How Acting in This Play Helped Me Work Through My Mental Illness
Editor's Note
If you live with an eating disorder, the following post could be potentially triggering. You can contact the Crisis Text Line by texting “NEDA” to 741741.
So, if you look down, you’ll see three pictures of me in a pink sweatshirt that were used for press for a play I was in during May 2019.
From the picture on the top and left, you can see the joy I have in my eyes to be involved in Brainfood, an off-broadway play in New York City, at Brunch Theatre Company sponsored by #halfthestory (the major online mental health platform on Instagram), which is a collaborative show with eight plays all centering around mental health. This show is an amazing opportunity to be in and I could not be more grateful to be part of it because acting is my calling and career, but mental health awareness and advocacy comes right in second place to that.
But can you look closely and see, in that second picture, that look of uncertainty, fear and sadness? There’s a resilience there too but it’s buried deep down, built up over time.
Even working on this show has been filled with self-doubt, and my own mental illnesses have come to the forefront, rearing their ugly, monstrous heads, causing me to think I’m talentless and I don’t deserve a place in this show.
My obsessive-compulsive disorder (OCD) tells me to not take breaks until I’m perfect on my lines, which sometimes means hours without food or water (and “perfect” is a concept that does not and never will exist for any of us — sorry, my loves). My attention-deficit/hyperactivity disorder (ADHD) in complete juxtaposition makes it near impossible for me to sit down for long periods of time before I realize I am staring at dots in the wall or watching out the window and I can’t even get through the line I am trying to memorize or speak aloud to myself without stopping mid-way through.
Being a human with mental illness is difficult enough, and I find being an actor on top of it is an interesting combo. The depth I have as a person due (also the trauma I’ve endured outside of my illness) simply due to the chemical imbalances in my brain and the experiences I’ve had because of them, allow me to tap into levels I think others cannot. But that adds a thicker wall: the ability to allow myself to be seen.
So much stigma already surrounds mental health (which is what this show is aiming to bring awareness to and make a dent into ending) but much of my life, I’ve been told “I’m too sensitive,” “dramatic,” “clingy,” and “ moody.” Well, friend, some qualities can all be traced back to one of the diagnoses I have and is rarely talked about: borderline personality disorder (BPD).
What I’m trying to say is: even though there is sadness behind my brown eyes in that second picture (and resilience in the others), as an actor, I want to work through my mental illness, try to strip back those layers and use the pure stigma that was blanketed over the years of the “you’re too _____.” I’ve heard it my whole life and allow myself to be seen because that’s what this show is about: being seen, saying, “mental illness is OK and it’s OK to admit and say ‘I am struggling.’”
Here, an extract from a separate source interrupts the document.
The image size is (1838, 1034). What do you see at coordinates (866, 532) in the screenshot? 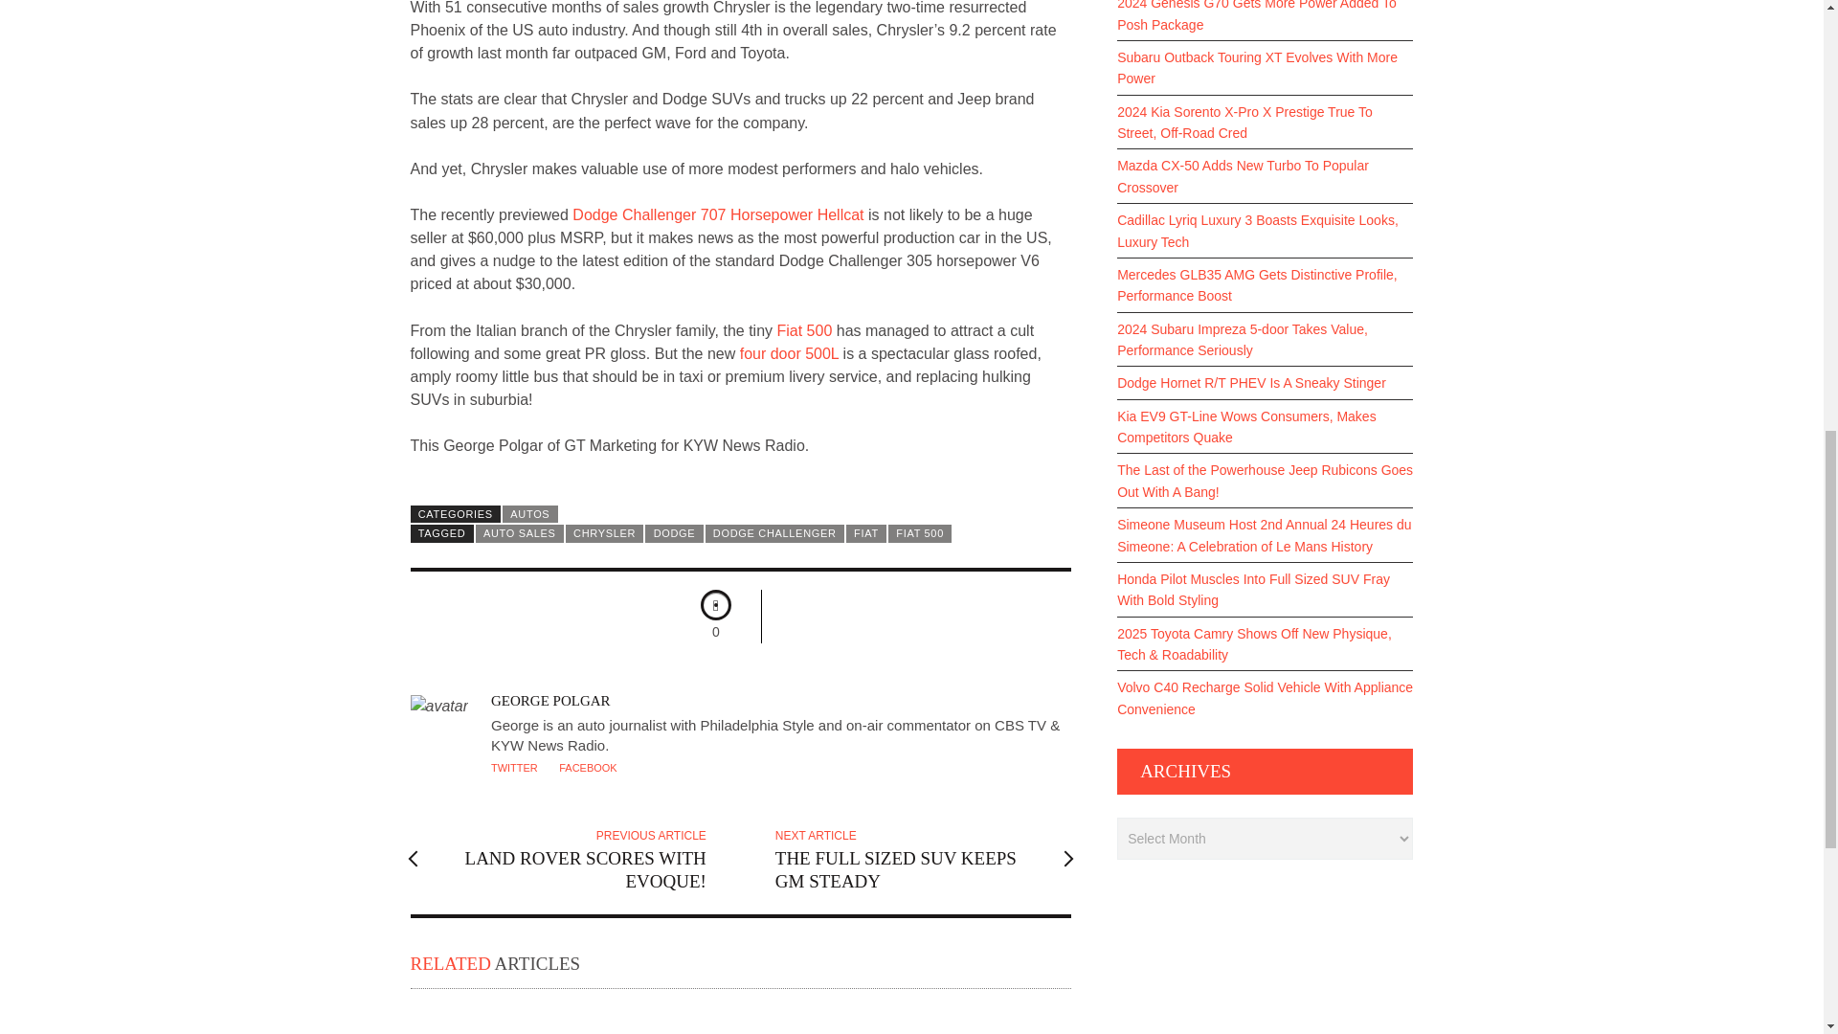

To think I am able to explore some of the depths of my mental illness because I responded to an ad for a theatre company two years ago on backstage.com is mind-blowing. I never thought a magazine that used to sit on a table at my theatre schools and page through between classes had a website, let alone a website that would then allow me to apply and eventually get cast, giving me the opportunity to now, in 2019, return to my second season with this theatre company. It is beyond me.
Also, the fact that the writer of the show reached out to me specifically to play this part of Paulo, a young man who is a burn survivor and struggles with body image and disordered eating, is not a coincidence. The playwright fashioned the script around me and my struggles with weight because she had me in mind because she knows me personally. Some of my own thoughts and words from journaling were used as actual dialogue in the show in addition to the beautiful dialogue she wrote. Inevitably, she ended up molding the character around me, which made it a very raw experience. Although I am not a burn survivor, the feelings of identifying as a male and being shamed for having an eating disorder are part of my history, woven into my daily life.
The show is set in monologue format with direct address to the audience, so I am speaking to specific people each night and aiming my lines at audience members. The stage is also set on what is called a “traverse stage,” simply meaning the stage is in the middle and the audience is on both sides, kind of like a tennis court.
So, to think I was essentially laying myself bare to the whole 100-seat theatre and talking about my struggles with eating and body image nightly is daunting, even if it was under the guise of acting. To have aimed those hurtful lines where I would imitate the mocking that Paulo heard — “Guys don’t have eating disorders. Weak. Loser.” — and his outward plea of stating there is a body image movement going on for women, and acknowledges it’s great; he feels left out of the conversation and is begging to be heard and validated in his struggles. It is something I relate to and terrifying to “admit” on stage.
I grew so much from playing this part and now, months later, he still stays with me. The lessons I learned in that show have shaped me. The experience overall was taxing emotionally. Even though it was a short run, getting myself into the headspace to play him was a challenge each night and I always felt deflated when I stepped off stage because so much of me was woven into him. All the torment that came up in my own mental illness when approaching the part and working interpersonally with the director and other actors was draining.
It’s scary to be working through mental health problems, but I’m glad I’m being challenged in my work, and I’m glad I’ve been given the opportunity to do so.